Merkert Center 222
Telephone: 617-552-3619
Email: huiqing.zhou@bc.edu
ORCID
Nucleic acids are decorated with diverse types of chemical modifications that play essential regulatory functions in biology. Chemical modifications can change electrostatics, hydrophobicity, steric hindrance and hydrogen bonding propensity of the modified moieties (i.e. nucleobase and sugar-phosphodiester backbone), altering nucleic acids structure, stability and interactions with adjacent molecules. Dysregulations of the chemical modification landscapes and their effector proteins have been found closely relevant in abnormal cellular functions, development disorders and diseases. The Zhou research group focuses on developing and applying new technologies to visualize spatial and temporal distributions of chemical modifications in the mammalian transcriptome at base-resolution. We are interested in studying molecular mechanisms of how chemical modifications and their regulatory network control gene expression. We also develop tools to modulate transcript-specific RNA modification level in order to revert dysregulated epitranscriptome in diseases. We approach these interdisciplinary projects using directed evolution, protein engineering, RNA and enzyme biochemistry, mass spectrometry, next-generation sequencing, bioinformatics and structural biology. Collectively, our research program aims to achieve in-depth understanding of regulatory mechanisms of epitranscriptome that can lead to discoveries of novel drug targets, and to diversify the tool box of gene therapy.
Chicago Fellows Fellowship 2017
Zhou, H.; Rauch, S.; Dai, Q.; Cui, X.; Zhang, Z.; Nachtergaele, S.; Sepich, C.; He, C.; Dickinson, B.C. (2019) Evolution of A Reverse Transcriptase to Map N1-Methyladenosine in Human mRNA. Nature Methods., 16, 1281-1288.
Zhou, H.; Sathyamoorthy, B.; Stelling, A.; Xu, Y.; Xue, Y.;Â Pigli, Y. Z.; Case, D.; Rice, P. A.; Al-Hashimi, H. M. (2019) Resolving crystallographic ambiguity in Watson-Crick versus Hoogsteen base-pairing in a DNA-protein complex using NMR and site-specifically 13C/15N labeled DNA. Biochemistry, 58, 1963-1974.
Zhou, H.; Kimsey, I. J.; Nikolova, E. N.; Sathyamoorthy, B.; Grazioli, G.; McSally, J.; Bai, T.; Wunderlich, C. H.; Kreutz, C.; Andricioaei, I.; Al-Hashimi, H. M. (2016) m1A and m1G disrupt A-RNA structure through the intrinsic instability of Hoogsteen base pairs. Nat. Struct. Mol. Biol., 23, 803-810.
Zhou, H.; Hintze B.J.; Kimsey, I. J.; Sathyamoorthy, B.; Yang S.; Richardson, J.S.; Al-Hashimi, H. M. (2015) New insights into Hoogsteen base pairs in DNA duplexes from a structure-based survey. Nucleic Acids Res., 43, 3420-3433.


Your job is to copy all the entries precisely as they stand.

# # # # #

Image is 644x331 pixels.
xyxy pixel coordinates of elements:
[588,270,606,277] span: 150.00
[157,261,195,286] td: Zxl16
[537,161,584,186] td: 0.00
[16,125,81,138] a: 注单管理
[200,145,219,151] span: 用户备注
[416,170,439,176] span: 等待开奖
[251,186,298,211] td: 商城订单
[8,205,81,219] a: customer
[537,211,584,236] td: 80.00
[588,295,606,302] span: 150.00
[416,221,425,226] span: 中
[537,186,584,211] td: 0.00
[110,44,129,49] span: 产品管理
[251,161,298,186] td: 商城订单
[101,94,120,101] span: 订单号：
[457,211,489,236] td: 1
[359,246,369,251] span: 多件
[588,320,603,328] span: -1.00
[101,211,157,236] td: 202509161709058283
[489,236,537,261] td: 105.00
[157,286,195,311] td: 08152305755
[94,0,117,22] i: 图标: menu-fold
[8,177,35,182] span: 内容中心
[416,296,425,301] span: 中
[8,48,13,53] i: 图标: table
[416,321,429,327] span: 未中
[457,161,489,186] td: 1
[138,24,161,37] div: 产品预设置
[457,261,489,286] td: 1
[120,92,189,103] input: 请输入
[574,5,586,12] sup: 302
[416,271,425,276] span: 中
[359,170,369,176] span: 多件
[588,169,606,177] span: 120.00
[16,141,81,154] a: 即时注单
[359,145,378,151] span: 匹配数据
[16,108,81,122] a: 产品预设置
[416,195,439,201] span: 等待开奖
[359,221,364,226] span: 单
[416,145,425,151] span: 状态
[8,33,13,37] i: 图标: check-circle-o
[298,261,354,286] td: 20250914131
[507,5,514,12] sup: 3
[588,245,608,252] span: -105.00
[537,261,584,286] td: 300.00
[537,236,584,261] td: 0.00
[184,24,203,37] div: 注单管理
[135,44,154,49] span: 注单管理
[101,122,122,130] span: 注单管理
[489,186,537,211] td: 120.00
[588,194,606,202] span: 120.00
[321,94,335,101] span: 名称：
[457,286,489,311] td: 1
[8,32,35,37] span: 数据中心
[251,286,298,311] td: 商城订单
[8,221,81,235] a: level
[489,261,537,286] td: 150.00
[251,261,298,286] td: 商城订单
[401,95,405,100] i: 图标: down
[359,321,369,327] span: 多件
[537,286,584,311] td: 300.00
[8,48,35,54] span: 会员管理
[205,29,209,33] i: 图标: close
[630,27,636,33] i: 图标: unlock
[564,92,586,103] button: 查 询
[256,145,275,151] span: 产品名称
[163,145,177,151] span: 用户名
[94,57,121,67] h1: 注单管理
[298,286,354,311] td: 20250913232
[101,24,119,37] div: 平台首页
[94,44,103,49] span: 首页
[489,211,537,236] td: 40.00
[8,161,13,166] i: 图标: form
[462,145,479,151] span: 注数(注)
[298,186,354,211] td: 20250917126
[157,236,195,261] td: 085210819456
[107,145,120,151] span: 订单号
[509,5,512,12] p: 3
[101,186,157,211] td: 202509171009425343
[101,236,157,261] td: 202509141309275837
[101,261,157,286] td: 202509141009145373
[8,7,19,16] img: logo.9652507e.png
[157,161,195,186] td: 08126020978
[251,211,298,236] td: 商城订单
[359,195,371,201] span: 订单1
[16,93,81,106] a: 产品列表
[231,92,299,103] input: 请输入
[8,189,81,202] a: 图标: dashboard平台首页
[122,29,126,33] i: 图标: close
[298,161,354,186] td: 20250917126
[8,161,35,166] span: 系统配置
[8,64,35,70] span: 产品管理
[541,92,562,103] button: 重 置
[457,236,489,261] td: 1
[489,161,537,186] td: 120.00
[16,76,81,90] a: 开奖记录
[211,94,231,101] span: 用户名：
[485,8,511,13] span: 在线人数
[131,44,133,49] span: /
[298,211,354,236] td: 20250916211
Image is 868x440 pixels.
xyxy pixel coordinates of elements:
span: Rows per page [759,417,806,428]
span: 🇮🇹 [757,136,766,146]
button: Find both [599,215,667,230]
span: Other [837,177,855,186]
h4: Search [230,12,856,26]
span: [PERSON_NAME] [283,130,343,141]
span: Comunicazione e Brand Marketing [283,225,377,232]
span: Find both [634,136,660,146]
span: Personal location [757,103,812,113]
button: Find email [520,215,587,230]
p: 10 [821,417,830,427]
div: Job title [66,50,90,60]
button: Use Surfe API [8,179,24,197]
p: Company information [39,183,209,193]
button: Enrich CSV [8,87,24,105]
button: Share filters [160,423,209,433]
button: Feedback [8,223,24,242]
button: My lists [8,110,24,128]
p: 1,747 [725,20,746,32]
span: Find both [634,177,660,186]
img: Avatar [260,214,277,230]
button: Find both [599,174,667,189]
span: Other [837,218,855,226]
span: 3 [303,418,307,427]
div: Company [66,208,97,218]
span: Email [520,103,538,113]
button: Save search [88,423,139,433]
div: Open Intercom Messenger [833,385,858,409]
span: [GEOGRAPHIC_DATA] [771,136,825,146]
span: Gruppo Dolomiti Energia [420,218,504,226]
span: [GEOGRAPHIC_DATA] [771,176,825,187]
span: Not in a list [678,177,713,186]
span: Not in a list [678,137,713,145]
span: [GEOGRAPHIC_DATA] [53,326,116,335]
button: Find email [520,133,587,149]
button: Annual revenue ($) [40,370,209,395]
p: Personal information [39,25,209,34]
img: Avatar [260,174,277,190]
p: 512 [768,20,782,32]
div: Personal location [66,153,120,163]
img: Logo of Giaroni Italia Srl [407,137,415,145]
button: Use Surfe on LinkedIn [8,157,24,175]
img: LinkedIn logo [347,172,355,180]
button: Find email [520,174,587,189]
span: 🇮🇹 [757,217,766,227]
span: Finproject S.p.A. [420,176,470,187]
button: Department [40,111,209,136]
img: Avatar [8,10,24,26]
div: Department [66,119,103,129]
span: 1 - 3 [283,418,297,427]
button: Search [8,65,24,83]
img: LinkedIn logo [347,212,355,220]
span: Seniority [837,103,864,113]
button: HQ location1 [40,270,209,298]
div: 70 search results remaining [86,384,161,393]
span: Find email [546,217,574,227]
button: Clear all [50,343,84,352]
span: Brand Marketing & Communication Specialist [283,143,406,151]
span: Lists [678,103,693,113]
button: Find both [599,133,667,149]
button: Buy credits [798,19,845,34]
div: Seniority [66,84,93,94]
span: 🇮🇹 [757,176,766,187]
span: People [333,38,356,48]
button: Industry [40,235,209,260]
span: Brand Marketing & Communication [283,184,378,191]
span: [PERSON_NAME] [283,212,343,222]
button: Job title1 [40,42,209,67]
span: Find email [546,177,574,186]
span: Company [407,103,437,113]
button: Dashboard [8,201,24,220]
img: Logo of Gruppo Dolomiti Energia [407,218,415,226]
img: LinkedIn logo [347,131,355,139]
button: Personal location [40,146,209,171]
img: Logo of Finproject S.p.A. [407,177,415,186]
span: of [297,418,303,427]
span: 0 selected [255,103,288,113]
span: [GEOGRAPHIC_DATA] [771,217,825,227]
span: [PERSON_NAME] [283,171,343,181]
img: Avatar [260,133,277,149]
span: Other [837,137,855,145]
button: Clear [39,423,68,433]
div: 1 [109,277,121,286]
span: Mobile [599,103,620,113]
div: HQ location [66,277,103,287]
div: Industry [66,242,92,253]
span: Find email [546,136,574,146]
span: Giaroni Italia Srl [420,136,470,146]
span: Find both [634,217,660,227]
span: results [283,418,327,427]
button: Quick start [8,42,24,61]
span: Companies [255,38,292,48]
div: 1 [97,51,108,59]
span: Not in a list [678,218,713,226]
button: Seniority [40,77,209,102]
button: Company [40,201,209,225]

# # # # #

RESULT FOR THIS TASK =
Image is 644x331 pixels.
xyxy pixel coordinates of elements:
[588,270,606,277] span: 150.00
[157,261,195,286] td: Zxl16
[537,161,584,186] td: 0.00
[16,125,81,138] a: 注单管理
[200,145,219,151] span: 用户备注
[416,170,439,176] span: 等待开奖
[251,186,298,211] td: 商城订单
[8,205,81,219] a: customer
[537,211,584,236] td: 80.00
[588,295,606,302] span: 150.00
[416,221,425,226] span: 中
[537,186,584,211] td: 0.00
[110,44,129,49] span: 产品管理
[251,161,298,186] td: 商城订单
[101,94,120,101] span: 订单号：
[457,211,489,236] td: 1
[359,246,369,251] span: 多件
[588,320,603,328] span: -1.00
[101,211,157,236] td: 202509161709058283
[489,236,537,261] td: 105.00
[157,286,195,311] td: 08152305755
[94,0,117,22] i: 图标: menu-fold
[8,177,35,182] span: 内容中心
[416,296,425,301] span: 中
[8,48,13,53] i: 图标: table
[416,321,429,327] span: 未中
[457,161,489,186] td: 1
[138,24,161,37] div: 产品预设置
[457,261,489,286] td: 1
[120,92,189,103] input: 请输入
[574,5,586,12] sup: 302
[416,271,425,276] span: 中
[359,170,369,176] span: 多件
[588,169,606,177] span: 120.00
[16,141,81,154] a: 即时注单
[359,145,378,151] span: 匹配数据
[16,108,81,122] a: 产品预设置
[416,195,439,201] span: 等待开奖
[359,221,364,226] span: 单
[416,145,425,151] span: 状态
[8,33,13,37] i: 图标: check-circle-o
[298,261,354,286] td: 20250914131
[507,5,514,12] sup: 3
[588,245,608,252] span: -105.00
[537,261,584,286] td: 300.00
[537,236,584,261] td: 0.00
[184,24,203,37] div: 注单管理
[135,44,154,49] span: 注单管理
[101,122,122,130] span: 注单管理
[489,186,537,211] td: 120.00
[588,194,606,202] span: 120.00
[321,94,335,101] span: 名称：
[457,286,489,311] td: 1
[8,32,35,37] span: 数据中心
[251,286,298,311] td: 商城订单
[8,221,81,235] a: level
[489,261,537,286] td: 150.00
[251,261,298,286] td: 商城订单
[401,95,405,100] i: 图标: down
[359,321,369,327] span: 多件
[537,286,584,311] td: 300.00
[8,48,35,54] span: 会员管理
[205,29,209,33] i: 图标: close
[630,27,636,33] i: 图标: unlock
[564,92,586,103] button: 查 询
[256,145,275,151] span: 产品名称
[163,145,177,151] span: 用户名
[94,57,121,67] h1: 注单管理
[298,286,354,311] td: 20250913232
[101,24,119,37] div: 平台首页
[94,44,103,49] span: 首页
[489,211,537,236] td: 40.00
[8,161,13,166] i: 图标: form
[462,145,479,151] span: 注数(注)
[298,186,354,211] td: 20250917126
[157,236,195,261] td: 085210819456
[107,145,120,151] span: 订单号
[509,5,512,12] p: 3
[101,186,157,211] td: 202509171009425343
[101,236,157,261] td: 202509141309275837
[101,261,157,286] td: 202509141009145373
[8,7,19,16] img: logo.9652507e.png
[157,161,195,186] td: 08126020978
[251,211,298,236] td: 商城订单
[359,195,371,201] span: 订单1
[16,93,81,106] a: 产品列表
[231,92,299,103] input: 请输入
[8,189,81,202] a: 图标: dashboard平台首页
[122,29,126,33] i: 图标: close
[298,161,354,186] td: 20250917126
[8,161,35,166] span: 系统配置
[8,64,35,70] span: 产品管理
[541,92,562,103] button: 重 置
[457,236,489,261] td: 1
[489,161,537,186] td: 120.00
[16,76,81,90] a: 开奖记录
[211,94,231,101] span: 用户名：
[485,8,511,13] span: 在线人数
[131,44,133,49] span: /
[298,211,354,236] td: 20250916211
Image is 868x440 pixels.
xyxy pixel coordinates of elements:
span: Rows per page [759,417,806,428]
span: 🇮🇹 [757,136,766,146]
button: Find both [599,215,667,230]
span: Other [837,177,855,186]
h4: Search [230,12,856,26]
span: [PERSON_NAME] [283,130,343,141]
span: Comunicazione e Brand Marketing [283,225,377,232]
span: Find both [634,136,660,146]
span: Personal location [757,103,812,113]
button: Find email [520,215,587,230]
p: 10 [821,417,830,427]
div: Job title [66,50,90,60]
button: Use Surfe API [8,179,24,197]
p: Company information [39,183,209,193]
button: Enrich CSV [8,87,24,105]
button: Share filters [160,423,209,433]
button: Feedback [8,223,24,242]
button: My lists [8,110,24,128]
p: 1,747 [725,20,746,32]
span: Find both [634,177,660,186]
img: Avatar [260,214,277,230]
button: Find both [599,174,667,189]
span: Other [837,218,855,226]
span: 3 [303,418,307,427]
div: Company [66,208,97,218]
span: Email [520,103,538,113]
button: Save search [88,423,139,433]
div: Open Intercom Messenger [833,385,858,409]
span: [GEOGRAPHIC_DATA] [771,136,825,146]
span: Gruppo Dolomiti Energia [420,218,504,226]
span: [GEOGRAPHIC_DATA] [771,176,825,187]
span: Not in a list [678,177,713,186]
span: Not in a list [678,137,713,145]
span: [GEOGRAPHIC_DATA] [53,326,116,335]
button: Find email [520,133,587,149]
button: Annual revenue ($) [40,370,209,395]
p: Personal information [39,25,209,34]
img: Avatar [260,174,277,190]
p: 512 [768,20,782,32]
div: Personal location [66,153,120,163]
img: Logo of Giaroni Italia Srl [407,137,415,145]
button: Use Surfe on LinkedIn [8,157,24,175]
img: LinkedIn logo [347,172,355,180]
button: Find email [520,174,587,189]
span: 🇮🇹 [757,217,766,227]
span: Finproject S.p.A. [420,176,470,187]
button: Department [40,111,209,136]
img: Avatar [8,10,24,26]
div: Department [66,119,103,129]
span: 1 - 3 [283,418,297,427]
button: Search [8,65,24,83]
img: LinkedIn logo [347,212,355,220]
span: Seniority [837,103,864,113]
button: HQ location1 [40,270,209,298]
div: 70 search results remaining [86,384,161,393]
span: Find email [546,217,574,227]
button: Clear all [50,343,84,352]
span: Brand Marketing & Communication Specialist [283,143,406,151]
span: Lists [678,103,693,113]
button: Find both [599,133,667,149]
button: Buy credits [798,19,845,34]
div: Seniority [66,84,93,94]
span: 🇮🇹 [757,176,766,187]
span: People [333,38,356,48]
button: Industry [40,235,209,260]
span: Brand Marketing & Communication [283,184,378,191]
span: [PERSON_NAME] [283,212,343,222]
button: Job title1 [40,42,209,67]
span: Find email [546,177,574,186]
span: Company [407,103,437,113]
button: Dashboard [8,201,24,220]
img: Logo of Gruppo Dolomiti Energia [407,218,415,226]
img: LinkedIn logo [347,131,355,139]
button: Personal location [40,146,209,171]
img: Logo of Finproject S.p.A. [407,177,415,186]
span: of [297,418,303,427]
span: 0 selected [255,103,288,113]
span: [GEOGRAPHIC_DATA] [771,217,825,227]
span: [PERSON_NAME] [283,171,343,181]
img: Avatar [260,133,277,149]
span: Other [837,137,855,145]
button: Clear [39,423,68,433]
div: 1 [109,277,121,286]
span: Mobile [599,103,620,113]
div: HQ location [66,277,103,287]
div: Industry [66,242,92,253]
span: Find email [546,136,574,146]
span: Giaroni Italia Srl [420,136,470,146]
span: Find both [634,217,660,227]
span: results [283,418,327,427]
button: Quick start [8,42,24,61]
span: Companies [255,38,292,48]
div: 1 [97,51,108,59]
span: Not in a list [678,218,713,226]
button: Seniority [40,77,209,102]
button: Company [40,201,209,225]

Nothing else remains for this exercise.